On Friday the Central Bank of Russia surprised pretty much everyone by cutting its policy interest rate from 17 percent to 15 percent. Bloomberg lays responsibility at Putin’s feet, and no doubt he had to approve. But the evidence the article cites is not dispositive by any means. Yes, Central bank Governor Elvira Nabiullina had sworn up and down a little more than a week ago that the bank would not cut rates: if she’d said anything differently, she would have set off a speculative attack on the ruble, so she had to say that even if a policy change was being considered.
The fact is that CBR faces a terrible trade-off. Keeping the interest rate high damages severely the banking system, and is a drag on the real economy. Lowering the interest rate undermines the ruble (which indeed fell sharply on the news) and stokes inflation, which is already high and accelerating, and which has a disproportionate adverse impact on low and middle income individuals. Significantly, the RBC’s pubic statements have shifted from mentioning only inflation as a policy target, to a Russian version of Humphrey-Hawkins balancing of inflation and growth.
No doubt there is substantial political support for this that extends far beyond Putin. In particular, domestic banks are central bankers’ most important constituency and responsibility. Indeed, central banks are at risk of capture by domestic banks, and a banking crisis is frequently a greater fear than a sharp depreciation in the currency (though those things are of course related). Major Russian bankers, notably Sberbank’s German Gref have been lamenting the damage that high interest rates are doing to banks. Further, a mid-tier Russian bank (SB) began to limit deposit withdrawals, and the entire sector is suffering funding difficulties. Given all this, the CBR decided to rubble the ruble rather than the banking system. This is a piece with the government’s plans to recapitalize the banking system.
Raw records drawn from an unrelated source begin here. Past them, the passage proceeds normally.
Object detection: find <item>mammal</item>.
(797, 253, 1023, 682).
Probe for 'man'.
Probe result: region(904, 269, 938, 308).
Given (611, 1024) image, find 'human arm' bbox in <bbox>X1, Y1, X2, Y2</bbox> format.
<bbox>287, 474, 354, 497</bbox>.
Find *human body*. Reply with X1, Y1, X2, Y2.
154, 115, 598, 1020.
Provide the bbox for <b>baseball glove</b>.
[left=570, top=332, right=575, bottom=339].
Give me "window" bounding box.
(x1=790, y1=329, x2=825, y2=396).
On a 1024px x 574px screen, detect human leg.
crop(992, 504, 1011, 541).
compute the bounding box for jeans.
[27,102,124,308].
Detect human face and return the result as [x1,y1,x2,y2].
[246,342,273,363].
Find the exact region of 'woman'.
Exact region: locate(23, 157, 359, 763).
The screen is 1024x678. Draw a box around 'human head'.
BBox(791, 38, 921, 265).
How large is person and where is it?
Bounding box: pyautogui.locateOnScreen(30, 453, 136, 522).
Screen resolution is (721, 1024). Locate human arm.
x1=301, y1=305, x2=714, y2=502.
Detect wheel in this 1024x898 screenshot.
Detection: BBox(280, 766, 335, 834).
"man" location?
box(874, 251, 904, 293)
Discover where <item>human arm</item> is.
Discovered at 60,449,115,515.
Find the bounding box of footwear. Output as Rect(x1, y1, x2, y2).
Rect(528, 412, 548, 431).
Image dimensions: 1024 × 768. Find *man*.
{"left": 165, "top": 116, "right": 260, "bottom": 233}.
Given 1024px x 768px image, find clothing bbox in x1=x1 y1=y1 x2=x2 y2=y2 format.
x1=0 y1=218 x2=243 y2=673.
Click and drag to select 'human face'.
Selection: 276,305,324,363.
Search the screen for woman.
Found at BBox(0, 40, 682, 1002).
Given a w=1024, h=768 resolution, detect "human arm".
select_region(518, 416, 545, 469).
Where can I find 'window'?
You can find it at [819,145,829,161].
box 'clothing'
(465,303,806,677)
In sum, given the choice between supporting the ruble and the banking system, it chose to support the banking system. That appears to be the more imminent danger, and one that is of primary concern to the CBR. No doubt Putin agrees, but it’s unlikely he had to force an unwilling Central Bank into that decision. If another sharp selloff in the ruble occurs, the bank may reverse course, but for now, it has chosen the banking system (and Russian corporate borrowers) over the ruble and inflation.